Natural Law & Labor Law
In his recently released book, Mere Natural Law, Professor Hadley Arkes examines the relationship between originalism and natural law. He argues that, while the two were once seen as antonyms, they are in fact linked. The founding generation was steeped in natural law and social-contract philosophy. They wrote the Constitution with those concepts in mind, and they expected their handiwork to be interpreted and applied accordingly. Originalism, in turn, requires us to take those understandings seriously. If the Constitution was originally understood to operate against a backdrop of natural law, then it must still operate against that backdrop today. That argument might once have made Arkes an outlier.
But today, there is a growing consensus that the Constitution incorporates unwritten norms embedded in the Western legal tradition. Those norms include natural law and the common law, which itself drew on natural-rights and social-contract philosophy. Even strict originalist and textualist scholars have gravitated toward this view. They agree that the Constitution, as it was originally understood and as it exists today, imported some basic tenets of natural law.
That conclusion has profound implications for many substantive fields of law, none more so than labor law. Among the rights most closely guarded by natural law was the right to work. That right was seen as a type of property right?in fact, it was the most fundamental property right. It was the source of all property, and thus all other rights. It was also closely linked to the common law’s hostility toward monopoly power. Government-bestowed monopolies were seen as antithetical to the right to work because they excluded people from their chosen professions. They were disfavored and often declared invalid as against natural right and reason. Yet modern labor law is built around just such a monopoly.

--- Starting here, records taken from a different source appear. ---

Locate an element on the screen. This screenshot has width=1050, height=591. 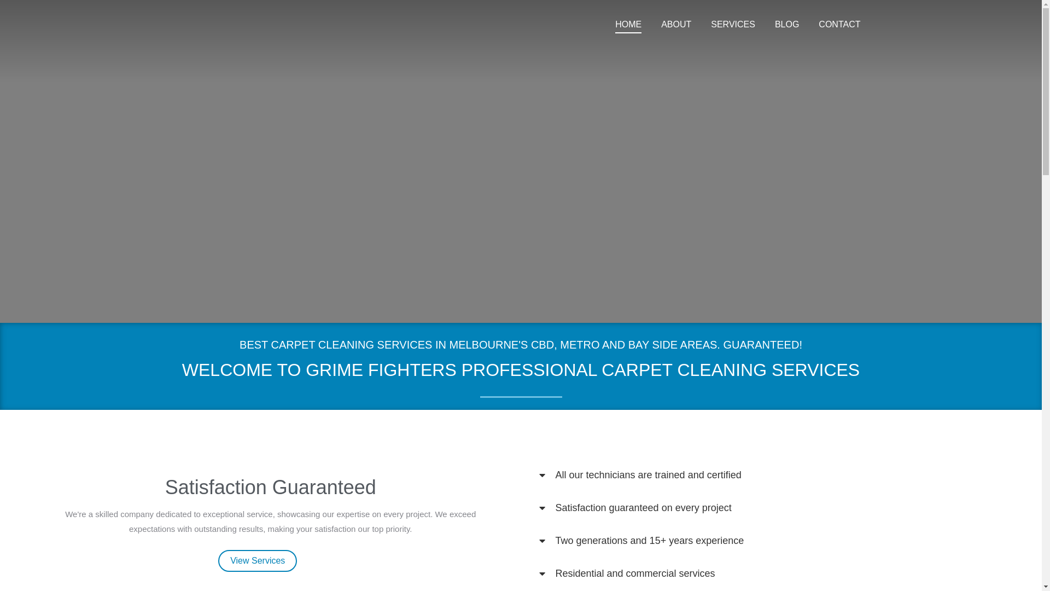
SERVICES is located at coordinates (733, 25).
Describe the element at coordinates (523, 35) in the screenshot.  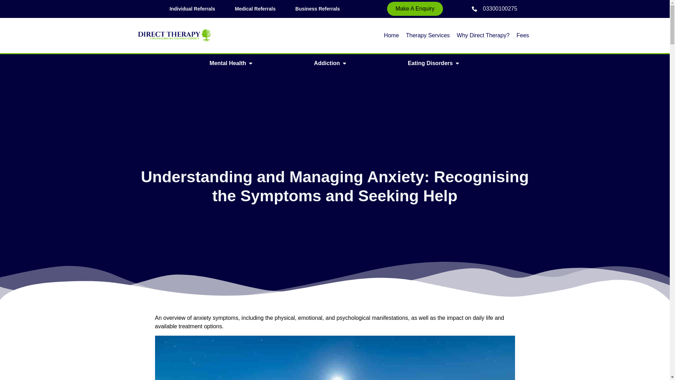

Today, section 9(a) of the National Labor Relations Act gives a union the exclusive right to represent employees within a bargaining unit. It has also been interpreted to deny individual employees the right to bargain for themselves. That interpretation effectively turns modern unions into government-backed monopolies. It allows unions to control all bargaining within a defined labor market and to exclude all competitors. And in that way, it interferes with the employees’ right to pursue their chosen calling on their own terms. That result, however, is not inevitable. Courts once interpreted section 9(a) to allow individual employees to bargain for themselves. And the basis for that interpretation is still in the statutory text. Should courts revive natural-law principles, which seems increasingly likely, they could return to that approach. They could revert to the earlier meaning of the statute?a meaning that would better respect the natural right to work. The statute need not be amended, revised, or struck down. It could simply be refurbished and made more consistent with fundamental background norms.
In this lecture, our speaker, Alex MacDonald, will explore these issues in detail. Alex will touch on the historical roots of the right to work, the right’s connection with natural-law principles, and its return to modern jurisprudence. He will also examine how that return could transform modern labor law, especially the concept of exclusive representation. The lecture builds upon Alex’s recent article of the same title, published in the North Dakota Law Review. Participation, questions, and debate are invited and welcome.